Until further notice all four-wheeled vehicles with a wheelbase of 10 feet or less are subject,to a speed restriction of 50 m.p.h. ,

If it is necessary for any such vehicle to be conveyed on a Class 1, 2 or 3 train, the Guard must advise the Driver and instruct him not to exceed 50 m.p.h.

Class 4 or 4+ trains must not exceed 50 m.p.h. at any point unless indicated in the timetable by a "club" symbol, in which case a maximum speed of 55 m.p.h, (Class 4) or 60 m.p.h. (Class 4+) will be permissible. Should it be necessary for a train so indicated to

carry a four-wheeled vehicle with a wheelbase of 10 feet or less the Guard must instruct the Driver not to exceed 50 m.p.h.

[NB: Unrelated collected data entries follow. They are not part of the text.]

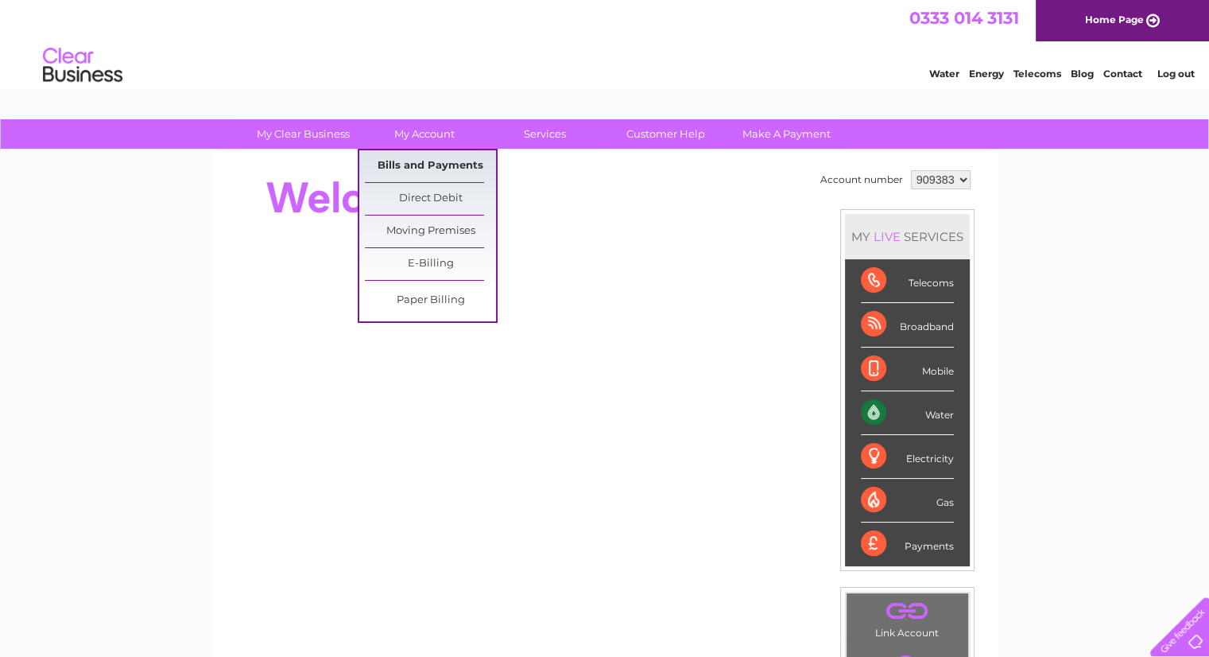  Describe the element at coordinates (424, 134) in the screenshot. I see `a: My Account` at that location.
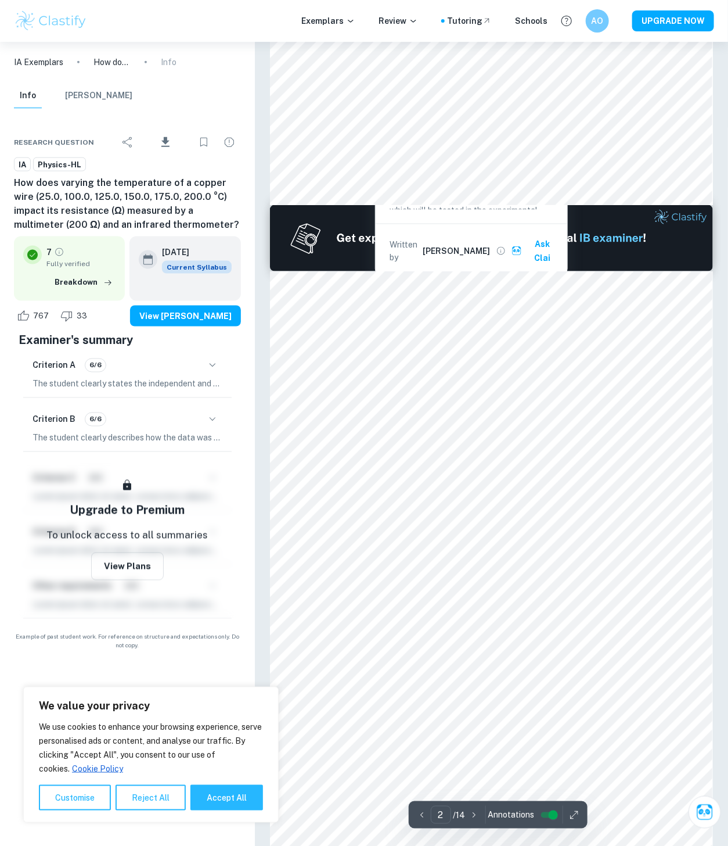 The height and width of the screenshot is (846, 728). I want to click on img: Clastify logo, so click(51, 21).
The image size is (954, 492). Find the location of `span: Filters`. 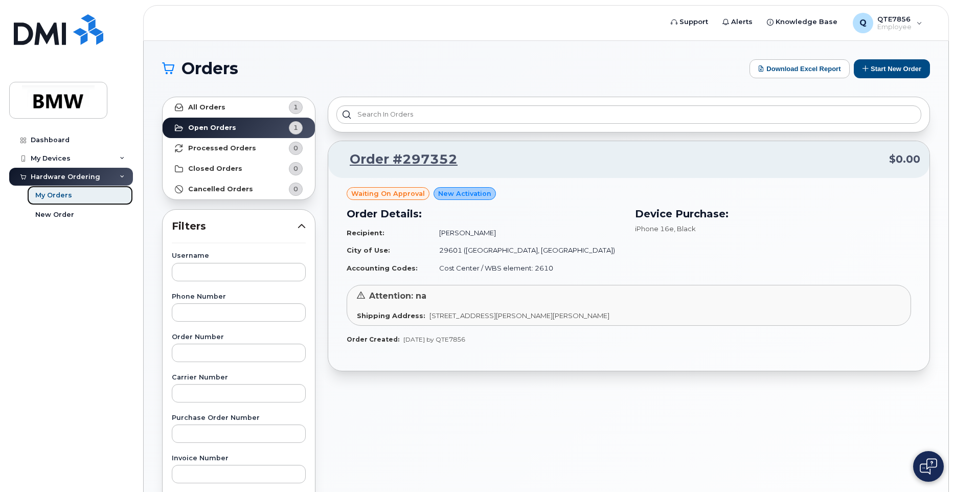

span: Filters is located at coordinates (235, 226).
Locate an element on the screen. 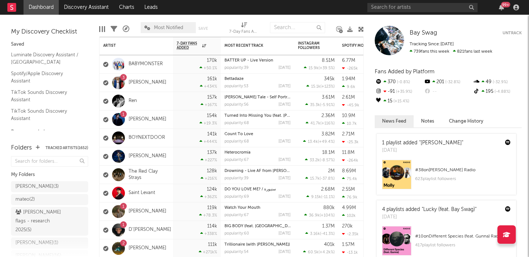 Image resolution: width=529 pixels, height=257 pixels. span: Bay Swag is located at coordinates (423, 33).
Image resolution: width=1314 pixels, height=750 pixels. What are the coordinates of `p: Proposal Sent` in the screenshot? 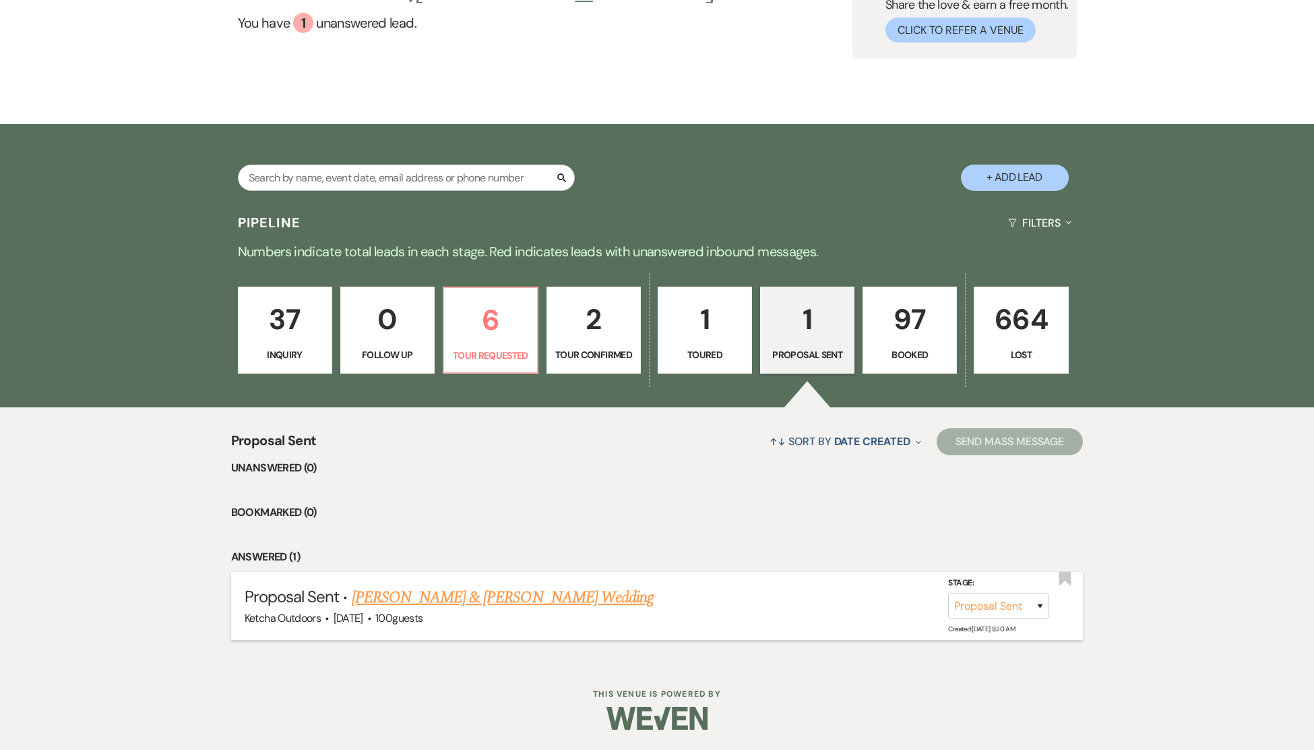 It's located at (807, 355).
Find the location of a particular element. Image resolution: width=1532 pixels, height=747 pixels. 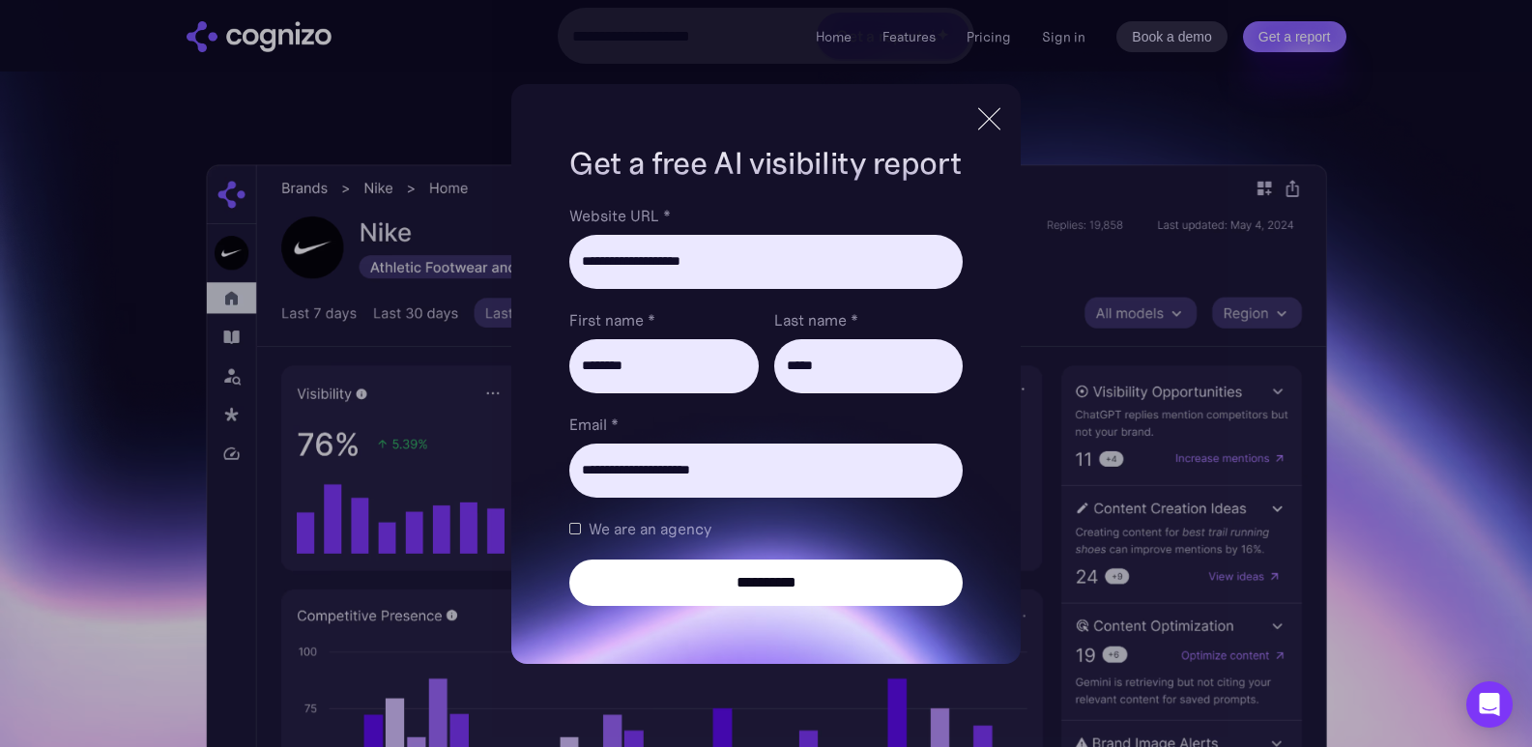

label: Website URL * is located at coordinates (766, 216).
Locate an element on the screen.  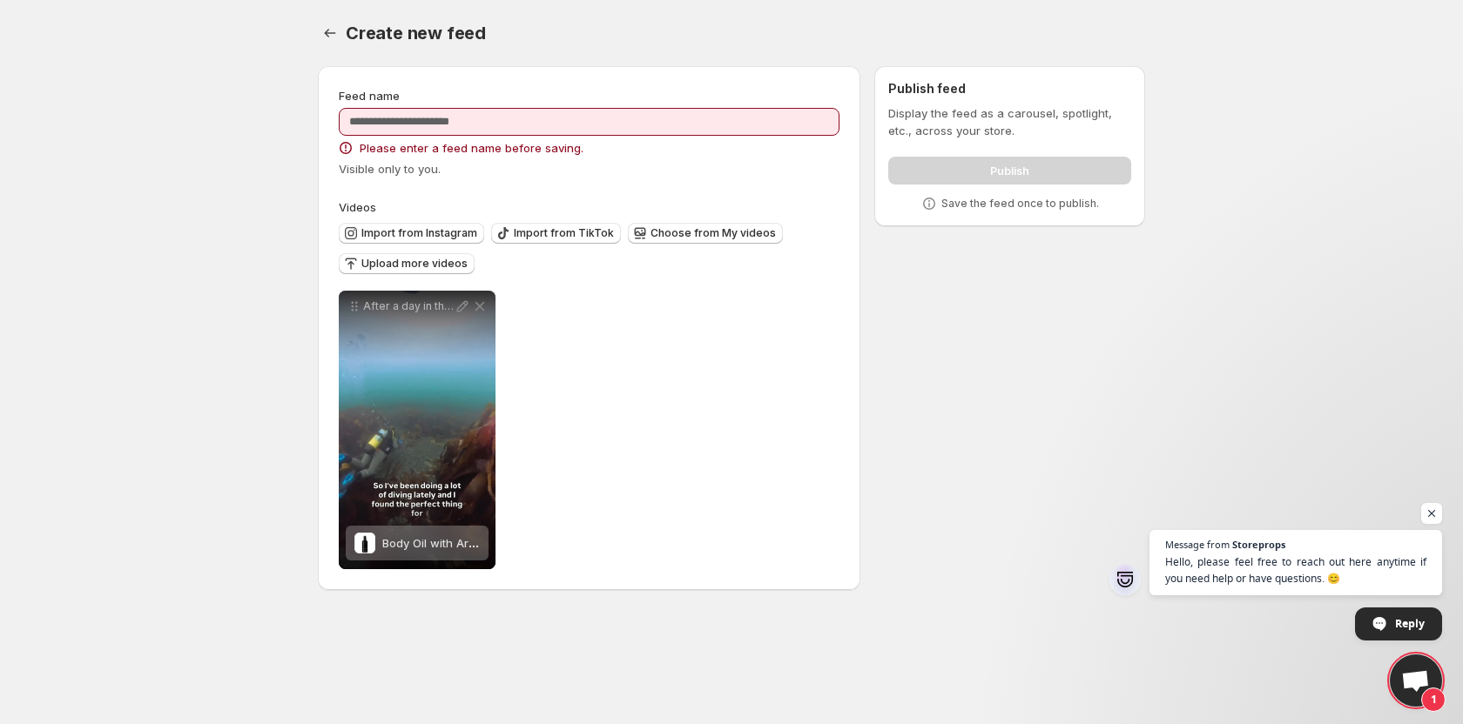
h2: Publish feed is located at coordinates (1009, 89).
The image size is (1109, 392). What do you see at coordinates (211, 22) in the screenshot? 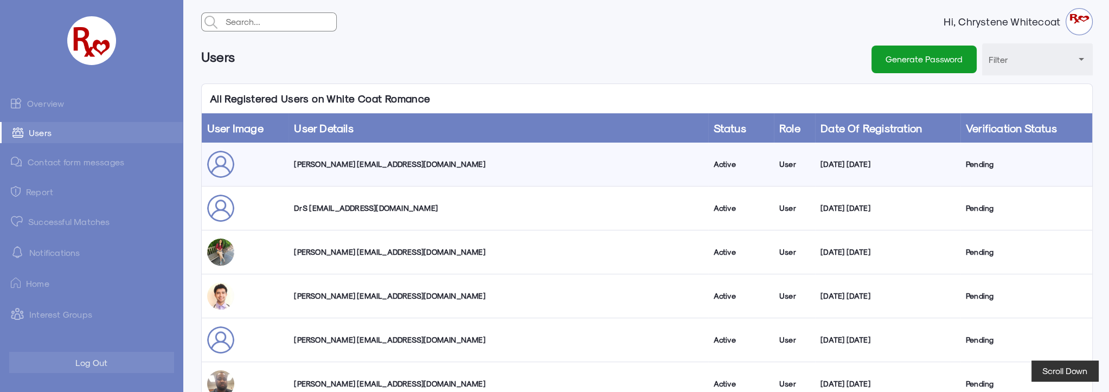
I see `img: admin-search.svg` at bounding box center [211, 22].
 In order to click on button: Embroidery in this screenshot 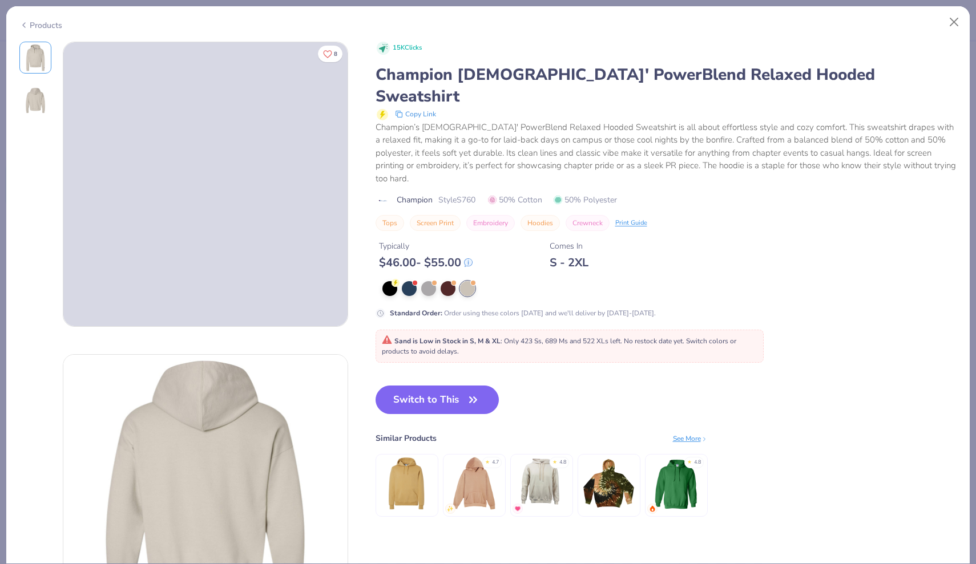, I will do `click(490, 223)`.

Painting of Freight Stock and Non-bogie Coaching Stock.

 

It is the future intention that all freight stock and non-bogie coaching stock will be marked to Indicate the maximum speed at which it may run. It may have been observed that a number of vehicles have already appeared in service bearing a white numeral in a white lined square, and without the symbol "XP" where applicable.

Full instructions on this subject will be published in due course. In the meantime it should be noted that the Numerals "1" "2" or "3" are equivalent to "XP" marking.

(21-9-63)

 

The numbers seem to have been abandoned relatively early, but the white boxes were applied for years afterwards, well into the 1980s when it can only have become paintshop habit:

 

http://paulbartlett.zenfolio.com/oyster/h10551809#h10551809

 

Adam

 

PS - there was a later instruction which shows that paintshops had been rather confused by all this: the amendment was to use the box to put the 'XP' in if appropriate.